Mikros exposes hooks that services implement to run custom logic:

  • OnStart – start servers, spawn loops.
  • OnShutdown – stop accepting work, cancel contexts/signals.
Conceptual hookGo (interface)Rust (trait)
OnStartOnStart(ctx) erroron_start(&mut self, ctx: Arc<Context>) -> errors::Result<()>
OnShutdownOnFinish(ctx) erroron_shutdown(&self) -> errors::Result<()>

Graceful shutdown

  • Go – Mikros propagates context.Context cancellation when the process receives termination signals. Your code must honor cancellation, close listeners, stop accepting new work, and drain with timeouts.

  • Rust – Mikros exposes a cooperative shutdown signal (e.g. a watch channel or atomic flag). Loops should check the signal and exit quickly.
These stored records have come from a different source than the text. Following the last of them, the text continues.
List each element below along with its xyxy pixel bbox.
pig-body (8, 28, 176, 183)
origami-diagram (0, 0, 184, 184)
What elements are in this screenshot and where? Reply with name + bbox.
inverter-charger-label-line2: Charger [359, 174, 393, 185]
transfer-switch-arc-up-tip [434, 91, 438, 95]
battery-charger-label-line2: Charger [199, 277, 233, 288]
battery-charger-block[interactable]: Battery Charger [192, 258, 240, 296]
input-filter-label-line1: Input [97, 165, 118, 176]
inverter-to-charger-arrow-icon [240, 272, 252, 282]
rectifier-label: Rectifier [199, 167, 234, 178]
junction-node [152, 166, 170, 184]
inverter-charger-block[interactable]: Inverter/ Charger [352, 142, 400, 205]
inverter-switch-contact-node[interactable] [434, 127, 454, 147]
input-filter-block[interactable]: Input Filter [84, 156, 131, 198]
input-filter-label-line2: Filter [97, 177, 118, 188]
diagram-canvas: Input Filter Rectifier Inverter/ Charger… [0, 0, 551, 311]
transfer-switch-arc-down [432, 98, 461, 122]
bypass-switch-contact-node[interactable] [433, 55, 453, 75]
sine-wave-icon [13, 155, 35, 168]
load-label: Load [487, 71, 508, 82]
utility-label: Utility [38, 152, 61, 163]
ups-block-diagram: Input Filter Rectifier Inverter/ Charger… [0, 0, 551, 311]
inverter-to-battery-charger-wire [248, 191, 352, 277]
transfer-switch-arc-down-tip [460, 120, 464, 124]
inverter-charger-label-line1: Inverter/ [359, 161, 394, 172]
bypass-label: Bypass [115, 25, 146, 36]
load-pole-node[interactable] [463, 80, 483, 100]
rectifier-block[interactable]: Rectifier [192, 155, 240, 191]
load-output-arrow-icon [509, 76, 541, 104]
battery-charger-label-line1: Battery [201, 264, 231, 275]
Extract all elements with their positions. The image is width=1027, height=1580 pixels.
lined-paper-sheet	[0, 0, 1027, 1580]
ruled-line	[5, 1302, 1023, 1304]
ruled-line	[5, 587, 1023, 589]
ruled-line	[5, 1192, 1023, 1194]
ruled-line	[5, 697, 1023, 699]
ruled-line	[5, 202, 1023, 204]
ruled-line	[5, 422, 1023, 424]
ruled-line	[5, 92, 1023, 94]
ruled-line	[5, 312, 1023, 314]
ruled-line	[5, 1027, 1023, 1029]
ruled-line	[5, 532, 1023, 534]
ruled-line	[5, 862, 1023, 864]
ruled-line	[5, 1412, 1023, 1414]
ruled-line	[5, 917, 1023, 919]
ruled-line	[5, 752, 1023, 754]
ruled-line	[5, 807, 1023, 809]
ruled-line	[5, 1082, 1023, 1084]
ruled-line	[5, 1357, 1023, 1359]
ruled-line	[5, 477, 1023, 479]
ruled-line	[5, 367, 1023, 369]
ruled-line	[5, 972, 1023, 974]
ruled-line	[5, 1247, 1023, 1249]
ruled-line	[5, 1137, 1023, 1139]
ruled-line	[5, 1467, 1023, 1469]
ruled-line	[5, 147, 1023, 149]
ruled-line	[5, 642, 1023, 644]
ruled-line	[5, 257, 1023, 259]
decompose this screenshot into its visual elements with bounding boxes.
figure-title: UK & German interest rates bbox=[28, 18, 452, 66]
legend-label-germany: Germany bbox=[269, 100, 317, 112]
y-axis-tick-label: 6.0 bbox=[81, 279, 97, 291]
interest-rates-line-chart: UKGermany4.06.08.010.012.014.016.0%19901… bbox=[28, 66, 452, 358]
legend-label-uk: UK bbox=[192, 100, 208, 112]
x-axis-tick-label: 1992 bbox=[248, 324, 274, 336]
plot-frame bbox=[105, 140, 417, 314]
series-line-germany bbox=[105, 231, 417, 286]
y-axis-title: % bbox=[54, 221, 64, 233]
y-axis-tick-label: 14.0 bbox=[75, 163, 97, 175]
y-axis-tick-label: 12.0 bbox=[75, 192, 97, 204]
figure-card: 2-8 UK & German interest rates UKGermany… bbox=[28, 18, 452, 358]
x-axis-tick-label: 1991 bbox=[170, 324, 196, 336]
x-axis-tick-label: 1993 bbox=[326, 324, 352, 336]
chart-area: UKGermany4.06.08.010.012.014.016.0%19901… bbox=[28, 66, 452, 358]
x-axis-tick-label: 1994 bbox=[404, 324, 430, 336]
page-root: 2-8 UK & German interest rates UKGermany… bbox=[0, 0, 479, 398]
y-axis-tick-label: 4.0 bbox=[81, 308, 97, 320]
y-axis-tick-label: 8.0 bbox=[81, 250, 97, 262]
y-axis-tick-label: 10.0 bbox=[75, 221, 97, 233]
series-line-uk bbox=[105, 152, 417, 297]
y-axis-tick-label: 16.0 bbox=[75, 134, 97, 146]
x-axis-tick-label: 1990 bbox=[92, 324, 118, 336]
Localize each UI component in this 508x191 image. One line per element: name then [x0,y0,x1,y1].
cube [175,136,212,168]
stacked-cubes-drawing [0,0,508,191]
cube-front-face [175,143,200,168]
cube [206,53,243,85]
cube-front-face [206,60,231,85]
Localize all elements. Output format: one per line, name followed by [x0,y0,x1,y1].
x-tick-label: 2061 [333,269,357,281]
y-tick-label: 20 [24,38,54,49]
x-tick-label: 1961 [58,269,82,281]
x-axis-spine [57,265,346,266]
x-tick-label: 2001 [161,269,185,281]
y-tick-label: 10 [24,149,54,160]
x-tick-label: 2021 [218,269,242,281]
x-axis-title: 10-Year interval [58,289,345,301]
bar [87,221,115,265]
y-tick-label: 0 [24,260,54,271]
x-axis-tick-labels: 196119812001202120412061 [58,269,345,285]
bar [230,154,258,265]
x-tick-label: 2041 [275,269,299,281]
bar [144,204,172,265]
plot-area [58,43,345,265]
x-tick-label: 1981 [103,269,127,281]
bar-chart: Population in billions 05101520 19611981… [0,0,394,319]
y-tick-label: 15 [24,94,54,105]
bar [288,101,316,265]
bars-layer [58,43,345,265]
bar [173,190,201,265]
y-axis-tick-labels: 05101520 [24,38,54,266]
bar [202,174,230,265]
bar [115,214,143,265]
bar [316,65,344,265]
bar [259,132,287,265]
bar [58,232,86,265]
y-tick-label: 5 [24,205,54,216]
Close listeners, stop accepting work, drain, then drop resources.

Best practices: use timeouts, make shutdown idempotent, don’t panic on normal exit, and ensure background tasks are cancellable.

Health, readiness, liveness

  • gRPC/HTTP – Mikros can wire health endpoints or services after OnStart.
  • Native/Script – signal readiness by successful start or exit code.
  • Failing early in OnStart surfaces errors before the service starts.

Features in the lifecycle

Features plug in primarily during the Build phase:

  • They can read their [features.*] configuration from service.toml.
  • Some wrap servers (logging, tracing, metrics).
  • Others run background tasks and must honor shutdown.

Configuration access

During the lifecycle, services can read:

  • Common settings from service.toml (always before start).
  • Per-kind settings under [services.<kind>] (ports, TLS, worker pools).
  • Custom service settings under [service].